**EXERCISE REQUIREMENTS**
Below are entries; count the lines containing the string "located". The answer is that number alone.

**RECORDS SUPPLIED**
Segment Open

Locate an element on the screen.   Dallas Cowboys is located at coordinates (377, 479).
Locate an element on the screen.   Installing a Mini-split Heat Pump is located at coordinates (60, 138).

Segment Closed
Segment Open

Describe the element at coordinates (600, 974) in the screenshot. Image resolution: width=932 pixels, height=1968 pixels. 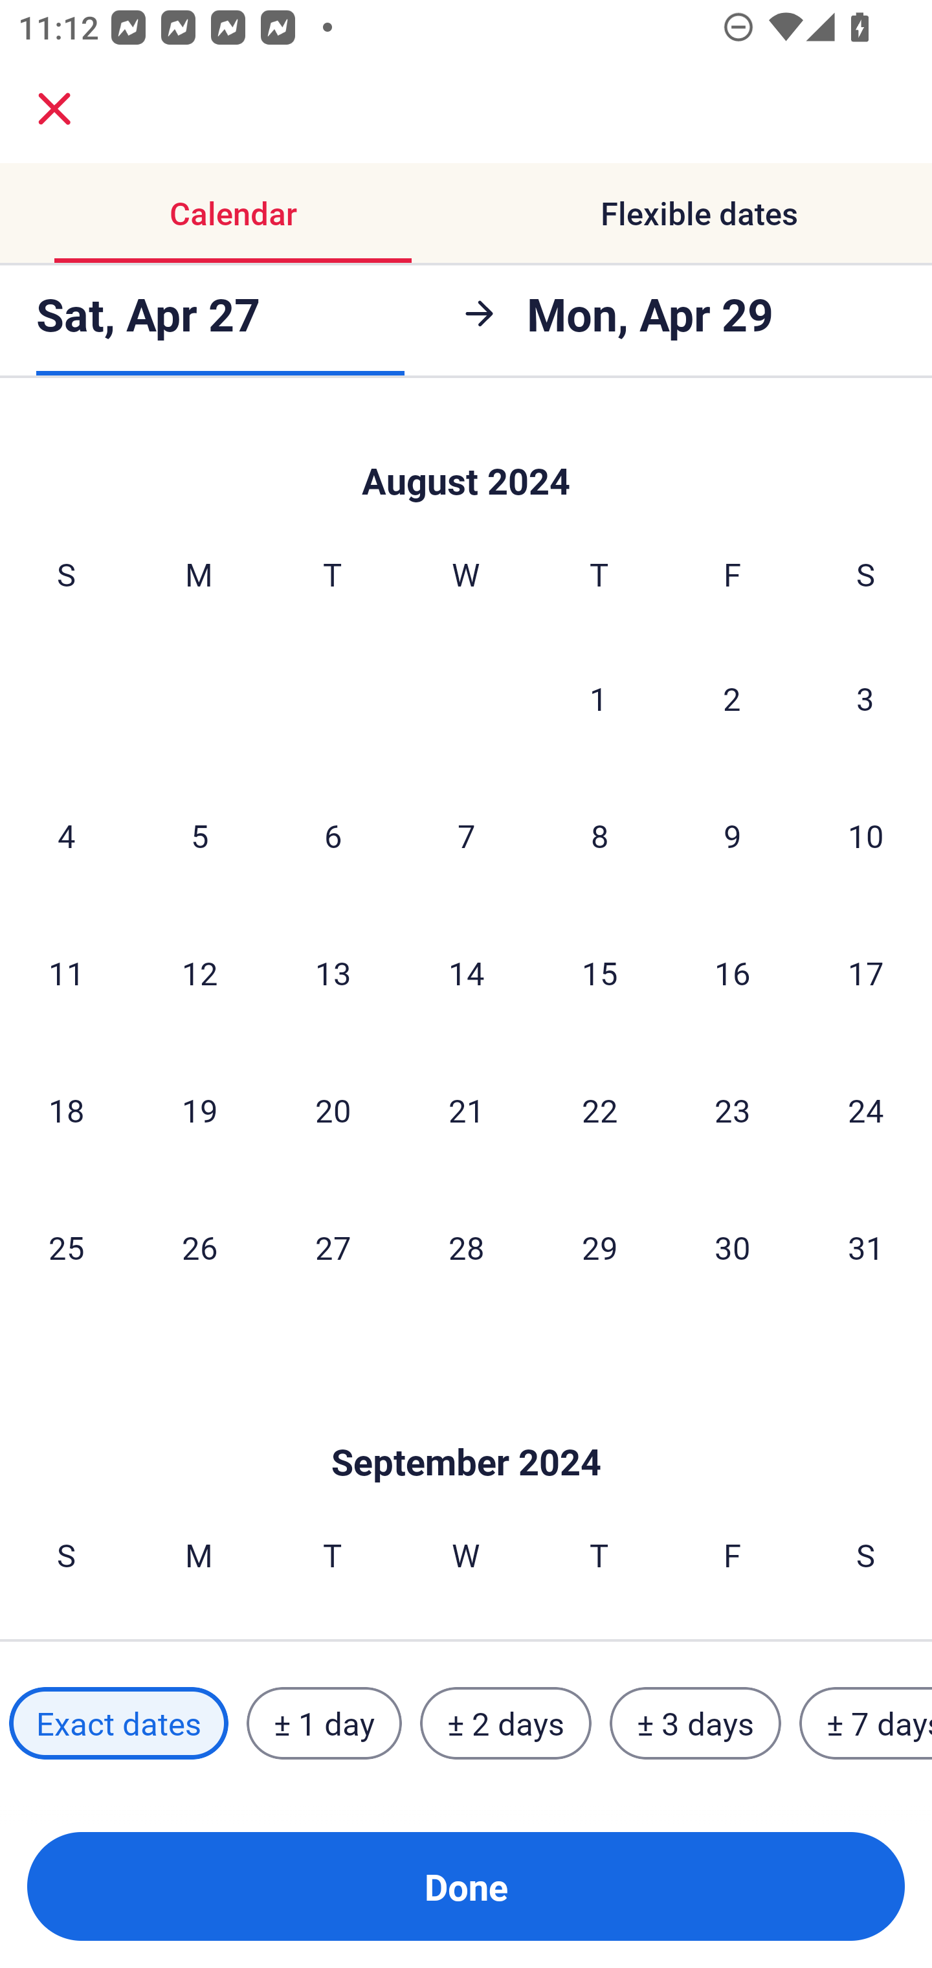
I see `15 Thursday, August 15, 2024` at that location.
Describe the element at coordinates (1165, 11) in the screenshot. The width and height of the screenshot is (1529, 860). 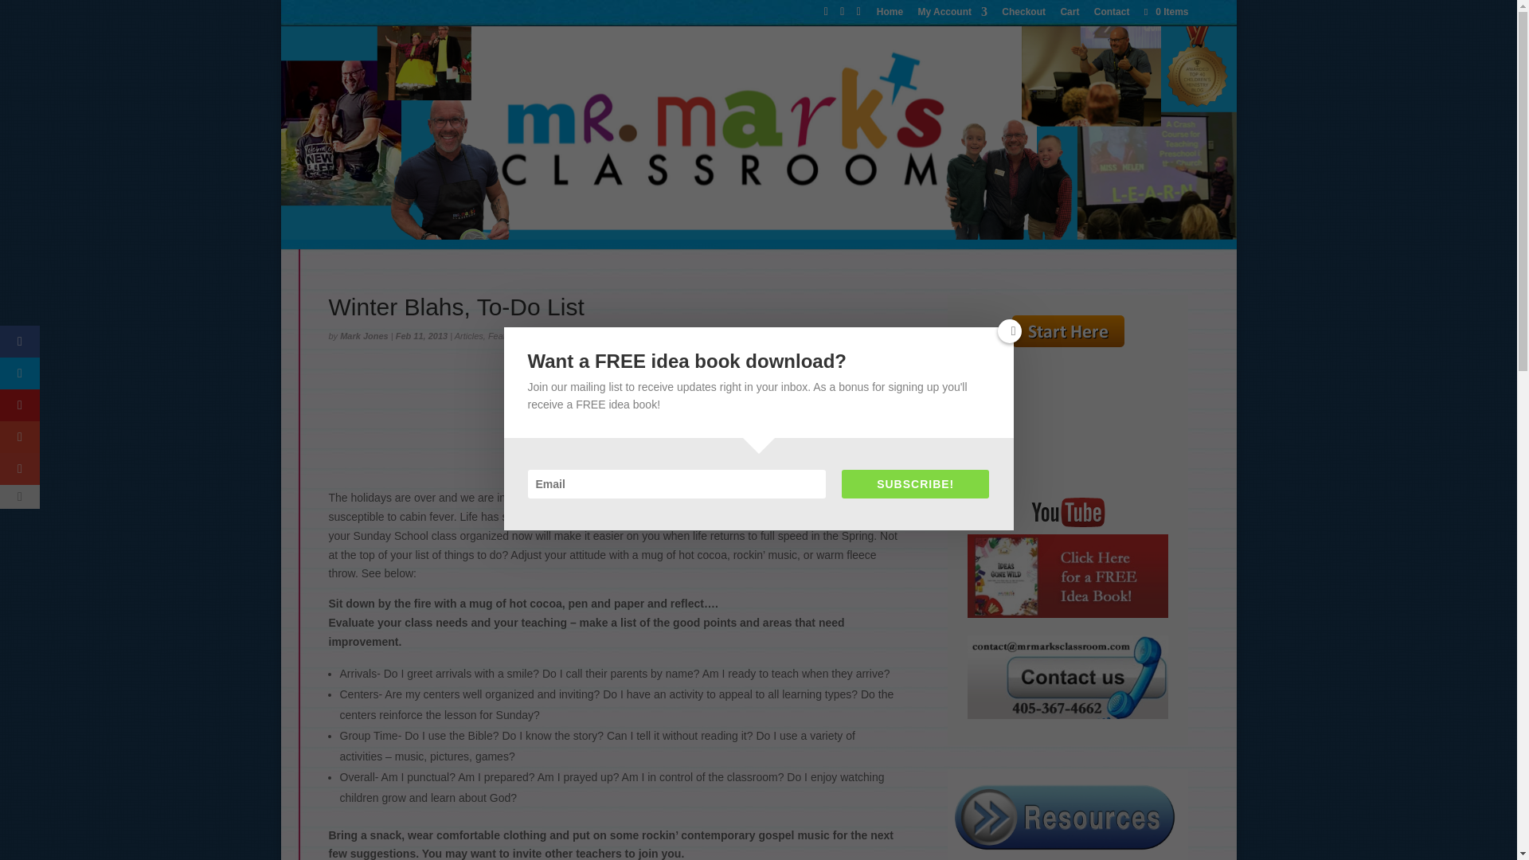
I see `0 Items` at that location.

Segment Closed

**ANSWER TO THIS PROBLEM**
2